We find the answer back in Numbers chapter 21. The Israelites were wandering in the desert after the Exodus from Egypt and, as was often the case, they were mumbling and grumbling against God, complaining about how miserable their life was. They were sinful and disobedient (just as we often are). And God brought a well-deserved punishment on them: poisonous snakes that slithered through the camp biting the people. The snakebites were fatal.

The people begged Moses to intercede with God on their behalf, and he did so. God, in His endless mercy, provided salvation from the punishment for sin: a bronze snake was crafted and lifted up on a pole. The bronze snake cured the poisonous snakebites. There was just one catch: salvation was not automatic just because the snake was lifted up. Each individual had to choose to turn his head and look at the snake in order to be saved. Anyone who refused to do so would die.

The interesting thing is that Jesus himself said that his crucifixion would be just like Moses lifting the snake on the pole. Just like the snake, God provided Jesus on the cross to take away the penalty for our sins. And just like the snake on the pole, this salvation is not automatic because of Jesus’ completed work. We have to “look at the snake.” We have to turn our eyes upon Jesus and accept by faith His free gift of salvation.
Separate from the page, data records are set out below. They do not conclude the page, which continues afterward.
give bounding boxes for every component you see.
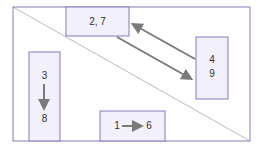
box-top-label: 2, 7 [66,16,129,27]
box-bottom-label-right: 6 [144,120,154,131]
box-left-label-bottom: 8 [29,113,60,124]
box-right-label-top: 4 [196,54,228,65]
box-bottom-label-left: 1 [112,120,122,131]
box-right-label-bottom: 9 [196,68,228,79]
box-left-label-top: 3 [29,70,60,81]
Scripture doesn’t tell us whether any of the Jews refused to look at the snake, and died instead. Maybe some of them said, “I just don’t believe in bronze snakes,” or “the snake may be right for you, but it’s not my truth.” Today, however, we live in the world in which millions of people choose not to look at Jesus on the cross and put their faith in Him.

Maybe there are one or two who need to hear your testimony today.